One of the major problems we inherited along with the AD Simluation project was related to positional accuracy and temporal synchronization.
The customer needed to run their simulator in a "co-simulation" mode along side another simulator with a different clock rate. Neither simulator runs at a constant speed, although the second simulator attempts to provide "real-time" behavior. Previous developers originally tried a solution to bridge these two simulators together using a third simulator. This was barely functional, having a high degree of variability in the positions and velocities at each step due to the relative rates and offsets of the respective simulation clocks.
This first graph shows time on the x-axis, and speed on the y-axis. The blue line is a vehicle's speed as controlled and reported by one simulator, the red is what was actually observed for the vehicle by the other simulator across the bridge. As can be clearly seen, while the reported velocity of a vehicle across the simulations was supposed to be changing in a smooth, natural way, what one simulator actually saw was extremely "jittery", with lots of artificial step-by-step variation -- frequently more than 20% error.

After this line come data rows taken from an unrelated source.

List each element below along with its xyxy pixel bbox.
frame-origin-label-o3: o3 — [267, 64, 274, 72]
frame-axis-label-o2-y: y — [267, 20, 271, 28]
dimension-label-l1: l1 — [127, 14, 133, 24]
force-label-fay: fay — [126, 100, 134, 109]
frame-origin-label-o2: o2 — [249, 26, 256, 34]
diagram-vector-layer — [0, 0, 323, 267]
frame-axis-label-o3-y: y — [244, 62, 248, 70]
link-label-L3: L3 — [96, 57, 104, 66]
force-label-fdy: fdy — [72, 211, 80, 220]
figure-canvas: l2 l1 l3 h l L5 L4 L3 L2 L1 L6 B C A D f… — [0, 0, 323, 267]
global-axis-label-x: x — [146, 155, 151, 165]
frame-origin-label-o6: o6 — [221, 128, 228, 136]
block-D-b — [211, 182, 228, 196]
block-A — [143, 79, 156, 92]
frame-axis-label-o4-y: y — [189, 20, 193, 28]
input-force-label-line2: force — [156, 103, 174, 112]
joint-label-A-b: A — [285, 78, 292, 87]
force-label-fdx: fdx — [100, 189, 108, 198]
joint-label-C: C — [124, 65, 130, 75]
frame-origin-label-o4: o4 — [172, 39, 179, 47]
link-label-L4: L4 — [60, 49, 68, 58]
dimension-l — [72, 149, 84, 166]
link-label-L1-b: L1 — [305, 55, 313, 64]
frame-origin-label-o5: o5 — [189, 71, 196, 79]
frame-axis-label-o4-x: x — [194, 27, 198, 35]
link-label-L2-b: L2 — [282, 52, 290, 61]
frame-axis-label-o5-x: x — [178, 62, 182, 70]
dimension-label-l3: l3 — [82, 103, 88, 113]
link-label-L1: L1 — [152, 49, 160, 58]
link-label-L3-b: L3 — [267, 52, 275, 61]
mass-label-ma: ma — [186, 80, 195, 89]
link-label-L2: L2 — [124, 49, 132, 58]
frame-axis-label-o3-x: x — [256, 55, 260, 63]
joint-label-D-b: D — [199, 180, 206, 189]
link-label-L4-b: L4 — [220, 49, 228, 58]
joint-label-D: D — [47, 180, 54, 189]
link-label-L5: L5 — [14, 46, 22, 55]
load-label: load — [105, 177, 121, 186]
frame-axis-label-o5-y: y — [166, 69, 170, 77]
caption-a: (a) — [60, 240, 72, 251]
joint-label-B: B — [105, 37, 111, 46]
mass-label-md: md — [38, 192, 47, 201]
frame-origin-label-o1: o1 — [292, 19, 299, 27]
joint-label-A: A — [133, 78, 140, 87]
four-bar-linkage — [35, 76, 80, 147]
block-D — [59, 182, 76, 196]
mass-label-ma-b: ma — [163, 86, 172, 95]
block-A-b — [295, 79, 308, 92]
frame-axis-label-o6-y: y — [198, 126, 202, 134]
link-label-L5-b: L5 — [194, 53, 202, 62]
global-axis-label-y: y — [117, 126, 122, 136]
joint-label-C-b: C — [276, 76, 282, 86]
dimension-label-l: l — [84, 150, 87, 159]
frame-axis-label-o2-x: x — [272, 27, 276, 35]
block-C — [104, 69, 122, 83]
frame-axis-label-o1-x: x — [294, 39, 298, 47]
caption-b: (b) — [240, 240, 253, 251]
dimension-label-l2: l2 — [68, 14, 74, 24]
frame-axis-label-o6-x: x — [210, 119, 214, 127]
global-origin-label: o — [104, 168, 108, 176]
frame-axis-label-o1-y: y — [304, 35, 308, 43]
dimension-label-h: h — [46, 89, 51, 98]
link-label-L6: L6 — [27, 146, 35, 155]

We eliminated the third simulator by writing our own bridge between the simulators that took into account the different clock rates and their skews, smoothing and kinematically extrapolating from the state of the simulation with the faster clock within local time windows to provide precise coordination with the slower simulation at its step points, and vice versa. This also involved changing the interface to (and temporal granularity of) the physics simulation engine to support variable-width time steps to make the state updates as realistic as possible.
When we finished, the relative "jitter" between the two simulations was virtually eliminated.